The confusion in the teacher’s face answered him. There’d been a mistake. Someone—a new nanny or a social worker or something—had come to pick up a kid and gotten the wrong one.
“She was on the computer,” the teacher said. “She was in the system. It showed her.”
The lights flickered. The smell of smoke was getting stronger, and the air recyclers were humming loudly, popping and crackling as they struggled to suck out the volatile particulates. A boy whose name Prax should have known whimpered, and the teacher reflexively tried to turn toward him. Prax took her elbow and wrenched her back.
“No, you made a mistake,” he said. “Who did you give Mei to?”
“The system said it was her mother! She had identification. It cleared her.”
A stutter of muted gunfire came from the hallway. Someone was screaming outside, and then the kids started to shriek. The teacher pulled her arm away. Something banged against the drop door.
“She was about thirty. Dark hair, dark eyes. She had a doctor with her, she was in the system, and Mei didn’t make any kind of fuss about it.”
“Did they take her medicine?” he asked. “Did they take her medicine?”
“No. I don’t know. I don’t think so.”
Without meaning to, Prax shook the woman. Only once, but hard. If Mei didn’t have her medicine, she’d already missed her midday dose. She might make it as long as morning before her immune system started shutting down.

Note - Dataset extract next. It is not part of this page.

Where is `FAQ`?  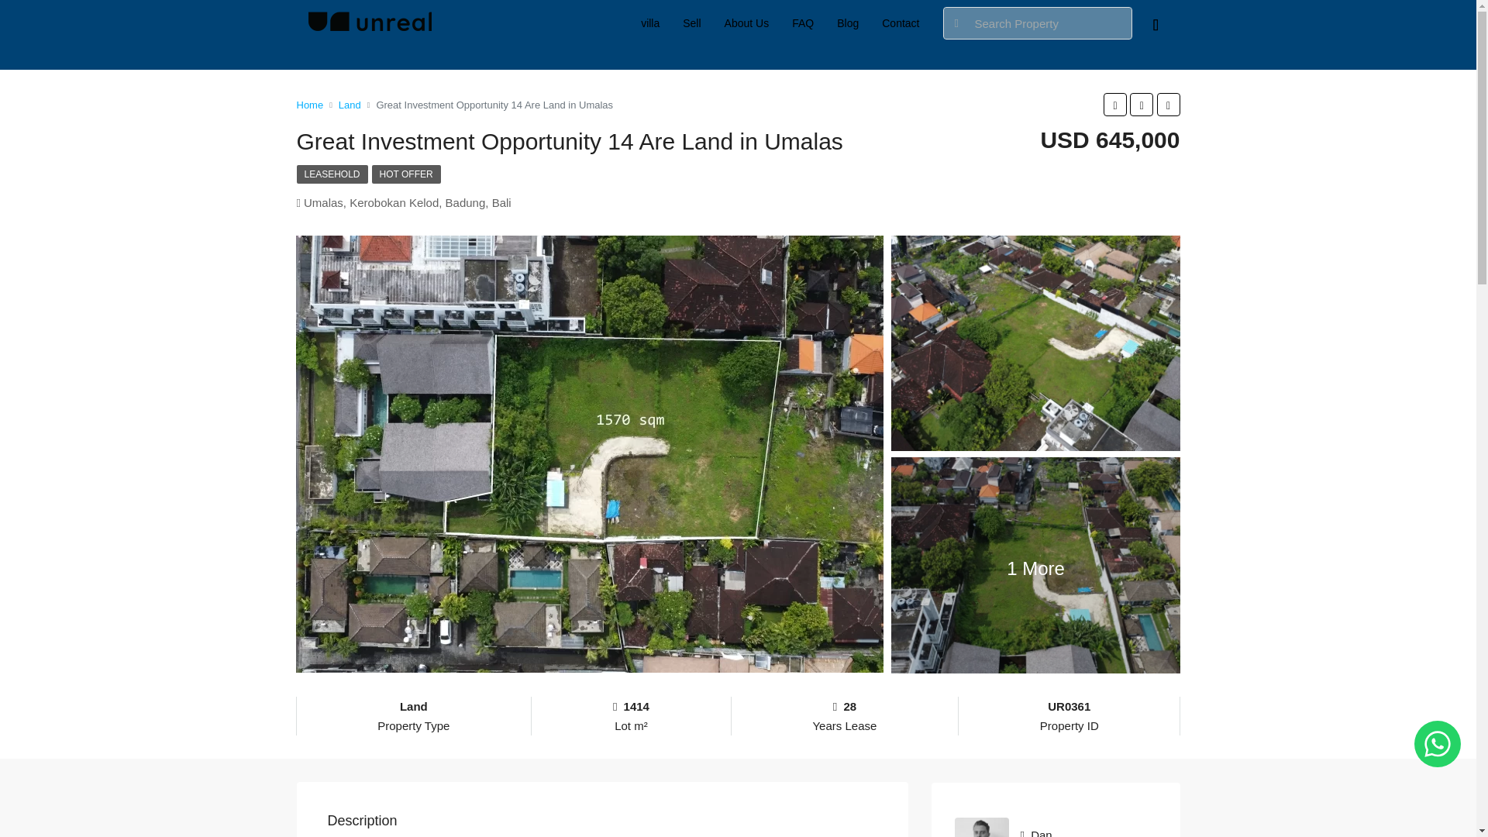 FAQ is located at coordinates (803, 23).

“Show me,” Prax said. “Show me the picture. The woman who took her.”
“I can’t! The system’s down!” the teacher shouted. “They’re killing people in the hallway!”

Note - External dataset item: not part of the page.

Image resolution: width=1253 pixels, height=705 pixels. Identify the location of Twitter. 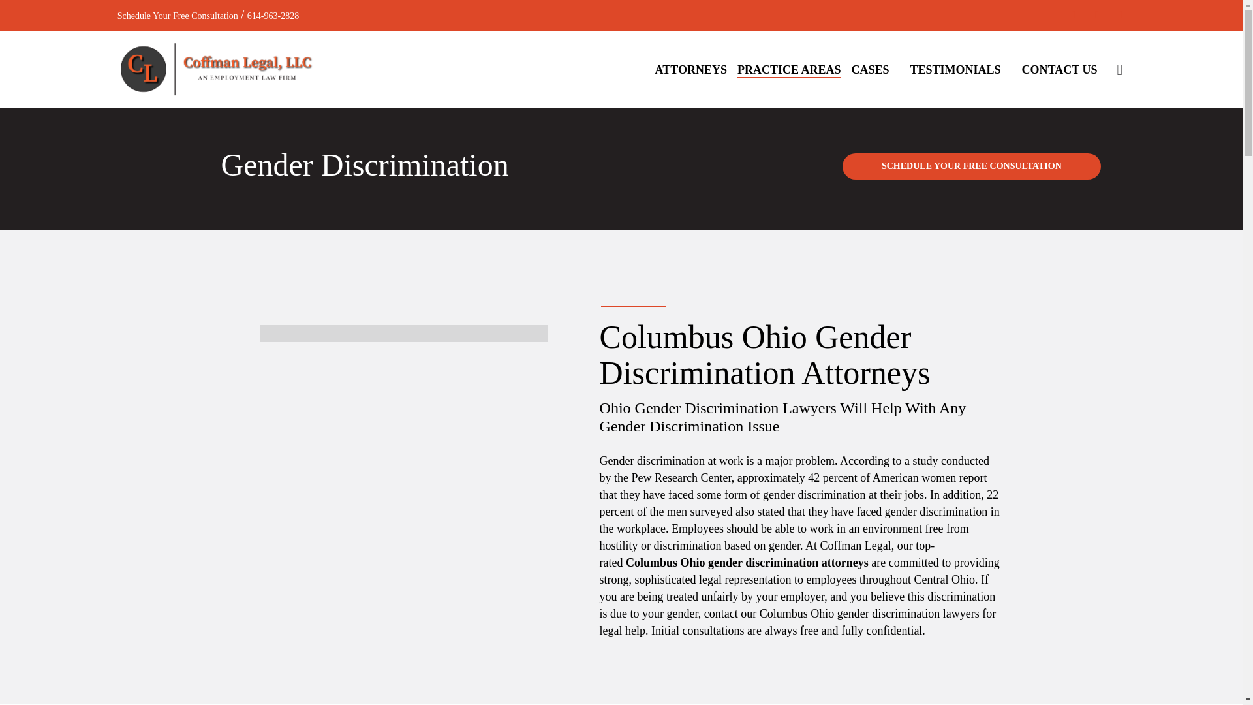
(1096, 15).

The circle of children dissolved, screams riding on the backs of screams. The teacher was crying, her hands pressed to her face. Her skin had an almost blue cast to it. He could feel the raw animal panic leaping through his brain. The calm that fell on him didn’t take away from it.
“Is there an evacuation tunnel?” he asked.
“They told us to stay here,” the teacher said.
“I’m telling you to evacuate,” Prax said, but what he thought was I have to find Mei.